Tune Komm Vor Plus saddle Schwarzes Stuck seatpost review

The mad scientists at Tune make some of the most insanely light bike parts money can buy. I recently embraced total weight weeniness with a suite of their parts: a Komm Vor Plus saddle, Schwarzes Stuck seatpost, and two Wassertrager Uni bottle cages. What are they like? Staggeringly good.

Words & Images - James Raison

Tune are a legendary among carbon-worshipping weight weenies. The company was founded in 1989 after Munich-based Uli Fahl decided his bike was too heavy. So he took matters into his own hands. First he made bearings, then quick releases, and aluminium screws. Over the years Tune's range expanded and today it includes wheels, saddles, hubs, bottle cages, seat posts, and much more.

One thing has remained through all the years: a commitment to lightness. Ridiculous lightness.

THE PARTS

My bike is now adorned with the incomprehensibly German-named Komm Vor Plus saddle, Schwarzes Stuck seatpost, and Wassertrager Uni bottle cages.

The Komm Vor Plus saddle is outrageously basic. It’s a plank of 130mm wide carbon on top 8x9mm ovalised carbon rails, with a tiny strip of artificial leather to stop your butt from sliding off the back. Weight? 79 grams. Just let that sink in a moment. Unsurprisingly there is a rider weight limit of 90kg.

Carbon and imitation leather are all you get with the Komm Vor Plus.

Carbon and imitation leather are all you get with the Komm Vor Plus.

Let’s cut to the chase, this saddle is shockingly comfortable. How is that possible? Simple: flex. The thin carbon you perch on acts like suspension and dampens even big bumps. It’s glossy coating causes causes no friction with your knicks, so you’ll naturally slide into the most comfortable spot without thinking about it. A long profile gives have plenty of spots to sit depending on what you’re doing. Climbing is best done parked on the wide rear of the saddle where you can comfortable push out the watts. Aggressive efforts with hands on the drops will find you sliding forward, where the narrow nose lets you mash the pedals.

The shape of the saddle meant I sat much further back than with the Fizik Arione it replaced. To maintain my position I switched to an inline seatpost. Thankfully, Tune have me covered for that too.

The Schwarzes Stuck seatpost has a carbon tube, aluminium 7075 clamp, and titanium screws. It’s ridiculously light as well, at just over 100 grams. It’s inline profile and exposed screws make adjusting the seat very easy, but may be aesthetically unpalatable to some.

It’s difficult to quantify the effect the seatpost makes on the ride when the saddle already changed it so radically. One thing I can quantify is this post is around 150g lighter than the Deda seatpost it replaced. That's a dramatic reduction. 

The Wassertrager Uni bottle cages are excellent. At 19g apiece they’re also insanely light. Their carbon, mandible-style arms solidly hug your bottles and a small strip of rubber hold them in place. Every bottle I used slotted in and out nicely. How did they affect ride quality? They didn’t. These are pure indulgence. Sweet carbon indulgence.

Give your bottles a carbon hug.

Give your bottles a carbon hug.

INTOXICATING LIGHTNESS

Tune bike parts will corrupt you with their insane lightness. If you’ve invested in a 79g saddle, should you REALLY be carrying around that appendix?

My quartet of glossy new carbon parts are objectively awesome. The Komm-Vor Plus saddle is amazingly comfortable, the Schwarzes Stuck seatpost fat-shames almost every other seatpost, and the two Wassertrager Uni bidon holders are a gift for your bottles. So what’s the catch? Mostly it’s the expense. The Komm-Vor is $369, Schwarzes Stuck is $469, and each Wassertrager is $99. That's a lot of cash, even for the money-hungry cycling world. But you need to keep in mind what you're buying: exceptionally high quality hand-made German parts that are unlikely to ever need upgrading. How much better can bike parts possibly get?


_What to work on_
Look through the records, and wherever the string "Documentation" turns up, copy out that line.

***** Source material

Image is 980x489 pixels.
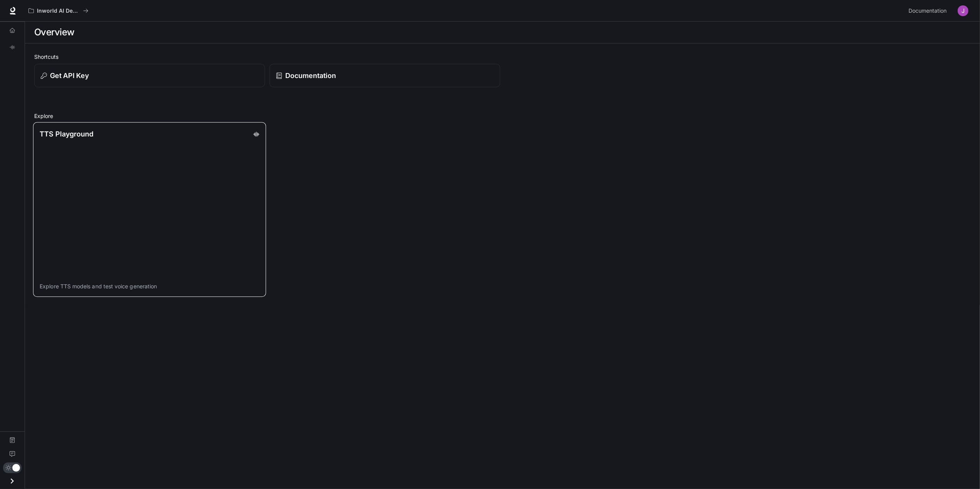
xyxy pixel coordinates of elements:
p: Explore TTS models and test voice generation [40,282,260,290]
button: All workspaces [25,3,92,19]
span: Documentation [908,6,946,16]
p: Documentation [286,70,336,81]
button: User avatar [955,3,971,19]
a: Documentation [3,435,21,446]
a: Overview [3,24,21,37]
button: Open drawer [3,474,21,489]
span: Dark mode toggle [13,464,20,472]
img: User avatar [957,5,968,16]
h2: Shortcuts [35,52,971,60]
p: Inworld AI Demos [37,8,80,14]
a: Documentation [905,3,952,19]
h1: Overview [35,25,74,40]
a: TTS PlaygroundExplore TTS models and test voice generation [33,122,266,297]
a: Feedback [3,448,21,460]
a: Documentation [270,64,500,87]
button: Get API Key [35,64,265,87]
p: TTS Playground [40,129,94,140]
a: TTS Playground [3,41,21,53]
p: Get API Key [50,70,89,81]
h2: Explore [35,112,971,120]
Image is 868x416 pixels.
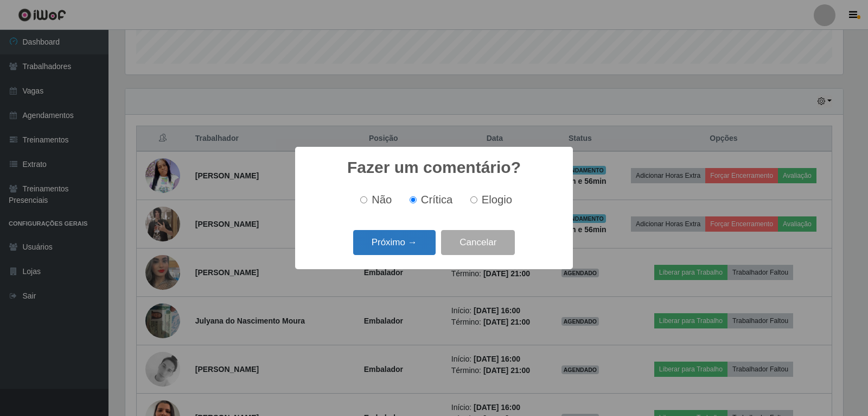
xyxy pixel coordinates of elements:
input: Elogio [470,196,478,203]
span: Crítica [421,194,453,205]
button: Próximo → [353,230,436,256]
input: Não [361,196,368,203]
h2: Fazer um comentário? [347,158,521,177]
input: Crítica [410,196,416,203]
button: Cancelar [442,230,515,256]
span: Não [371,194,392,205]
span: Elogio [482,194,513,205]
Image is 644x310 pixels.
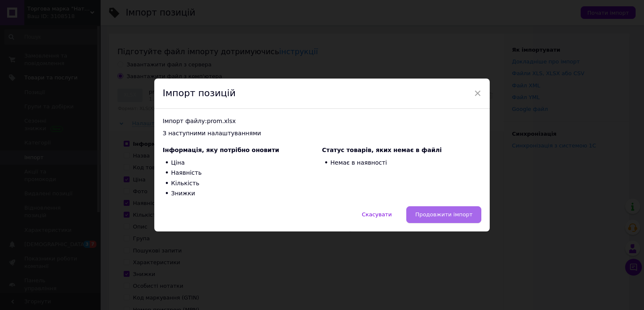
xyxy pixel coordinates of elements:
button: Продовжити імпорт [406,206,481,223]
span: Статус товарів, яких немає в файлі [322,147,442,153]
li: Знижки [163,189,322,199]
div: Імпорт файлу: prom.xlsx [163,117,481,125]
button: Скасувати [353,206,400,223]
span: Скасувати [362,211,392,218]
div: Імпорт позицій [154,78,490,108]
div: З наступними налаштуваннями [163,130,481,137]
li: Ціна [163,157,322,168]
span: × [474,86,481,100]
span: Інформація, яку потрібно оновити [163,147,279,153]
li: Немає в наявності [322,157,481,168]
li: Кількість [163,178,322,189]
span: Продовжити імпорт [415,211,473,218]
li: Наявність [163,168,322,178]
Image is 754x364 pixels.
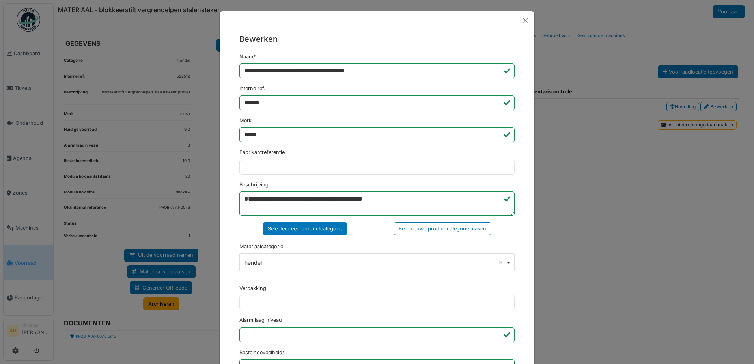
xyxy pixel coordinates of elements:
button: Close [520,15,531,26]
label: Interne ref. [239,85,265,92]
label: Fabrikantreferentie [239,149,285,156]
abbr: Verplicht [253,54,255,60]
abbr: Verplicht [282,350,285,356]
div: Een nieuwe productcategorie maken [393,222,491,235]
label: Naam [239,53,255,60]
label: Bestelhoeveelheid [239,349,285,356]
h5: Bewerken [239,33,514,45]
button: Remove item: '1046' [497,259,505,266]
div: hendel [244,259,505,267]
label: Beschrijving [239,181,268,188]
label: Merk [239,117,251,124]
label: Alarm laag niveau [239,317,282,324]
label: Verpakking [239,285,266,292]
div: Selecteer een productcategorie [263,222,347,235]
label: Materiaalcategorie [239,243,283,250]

**********
***** Source material

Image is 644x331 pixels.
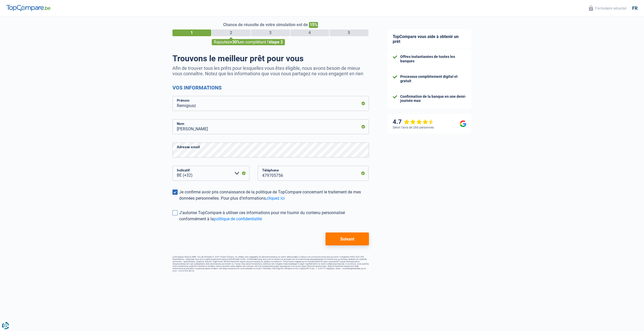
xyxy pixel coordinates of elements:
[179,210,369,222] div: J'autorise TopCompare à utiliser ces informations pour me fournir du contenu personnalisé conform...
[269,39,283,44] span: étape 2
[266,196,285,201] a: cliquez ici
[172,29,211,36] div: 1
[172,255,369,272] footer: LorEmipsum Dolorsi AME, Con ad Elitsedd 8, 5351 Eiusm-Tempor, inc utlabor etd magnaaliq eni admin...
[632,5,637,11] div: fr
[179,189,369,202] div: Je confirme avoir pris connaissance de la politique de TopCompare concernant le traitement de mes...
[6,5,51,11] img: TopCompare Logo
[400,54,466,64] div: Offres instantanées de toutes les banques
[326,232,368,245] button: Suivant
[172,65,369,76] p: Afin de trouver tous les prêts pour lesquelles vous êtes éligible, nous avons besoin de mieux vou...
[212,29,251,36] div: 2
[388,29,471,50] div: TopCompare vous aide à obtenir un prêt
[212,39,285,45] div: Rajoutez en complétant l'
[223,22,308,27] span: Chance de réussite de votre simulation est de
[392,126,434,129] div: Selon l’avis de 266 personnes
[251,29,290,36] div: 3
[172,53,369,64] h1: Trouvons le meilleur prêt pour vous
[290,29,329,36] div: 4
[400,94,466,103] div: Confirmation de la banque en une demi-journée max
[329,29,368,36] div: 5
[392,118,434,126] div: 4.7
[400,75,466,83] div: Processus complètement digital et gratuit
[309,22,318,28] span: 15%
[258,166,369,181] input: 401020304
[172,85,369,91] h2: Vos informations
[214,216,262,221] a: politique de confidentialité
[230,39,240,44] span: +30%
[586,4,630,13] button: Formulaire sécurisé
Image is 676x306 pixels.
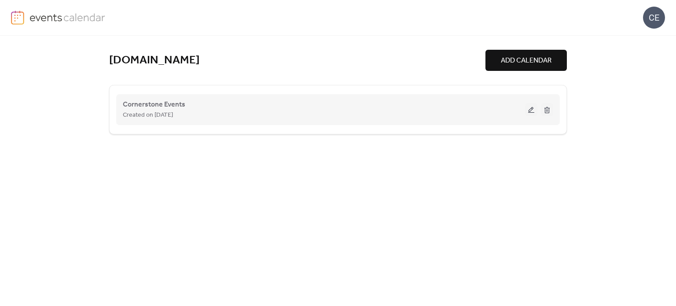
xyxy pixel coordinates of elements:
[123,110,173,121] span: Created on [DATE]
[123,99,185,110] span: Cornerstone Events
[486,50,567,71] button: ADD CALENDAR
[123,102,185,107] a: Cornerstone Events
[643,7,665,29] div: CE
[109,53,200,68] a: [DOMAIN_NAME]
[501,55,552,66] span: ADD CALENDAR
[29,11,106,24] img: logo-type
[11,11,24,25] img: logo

**********
***** Source material

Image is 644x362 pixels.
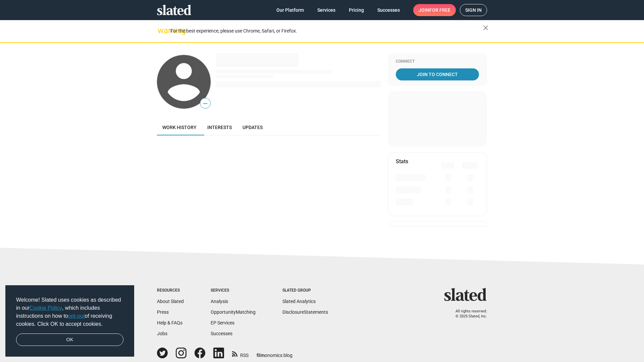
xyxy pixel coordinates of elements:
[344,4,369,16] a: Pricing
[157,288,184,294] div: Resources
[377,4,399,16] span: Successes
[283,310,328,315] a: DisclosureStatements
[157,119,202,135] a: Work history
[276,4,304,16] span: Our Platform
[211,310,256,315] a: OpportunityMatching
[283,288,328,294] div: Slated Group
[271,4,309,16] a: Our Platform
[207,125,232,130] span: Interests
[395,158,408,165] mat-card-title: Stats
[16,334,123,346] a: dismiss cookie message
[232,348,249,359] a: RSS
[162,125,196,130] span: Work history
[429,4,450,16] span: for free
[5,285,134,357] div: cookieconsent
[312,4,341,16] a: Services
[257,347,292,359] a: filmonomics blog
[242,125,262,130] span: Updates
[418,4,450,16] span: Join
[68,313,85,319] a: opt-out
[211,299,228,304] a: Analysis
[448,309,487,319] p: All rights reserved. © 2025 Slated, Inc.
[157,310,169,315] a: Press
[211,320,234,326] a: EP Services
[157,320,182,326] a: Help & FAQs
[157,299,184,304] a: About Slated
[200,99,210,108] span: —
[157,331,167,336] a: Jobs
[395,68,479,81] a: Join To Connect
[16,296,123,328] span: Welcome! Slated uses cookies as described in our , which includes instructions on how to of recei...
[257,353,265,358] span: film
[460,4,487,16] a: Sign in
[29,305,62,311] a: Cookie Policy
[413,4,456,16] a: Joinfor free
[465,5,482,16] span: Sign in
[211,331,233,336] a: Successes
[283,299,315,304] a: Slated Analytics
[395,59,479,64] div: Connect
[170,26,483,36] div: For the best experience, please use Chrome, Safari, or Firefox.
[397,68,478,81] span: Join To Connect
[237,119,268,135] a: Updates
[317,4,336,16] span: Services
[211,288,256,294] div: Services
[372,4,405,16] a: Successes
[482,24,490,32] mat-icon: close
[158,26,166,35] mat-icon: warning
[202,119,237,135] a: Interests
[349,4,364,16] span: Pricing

**********

_Exercise answer_
span: Documentation [908,6,946,16]
p: Documentation [286,70,336,81]
a: Documentation [3,435,21,446]
a: Documentation [905,3,952,19]
a: Documentation [270,64,500,87]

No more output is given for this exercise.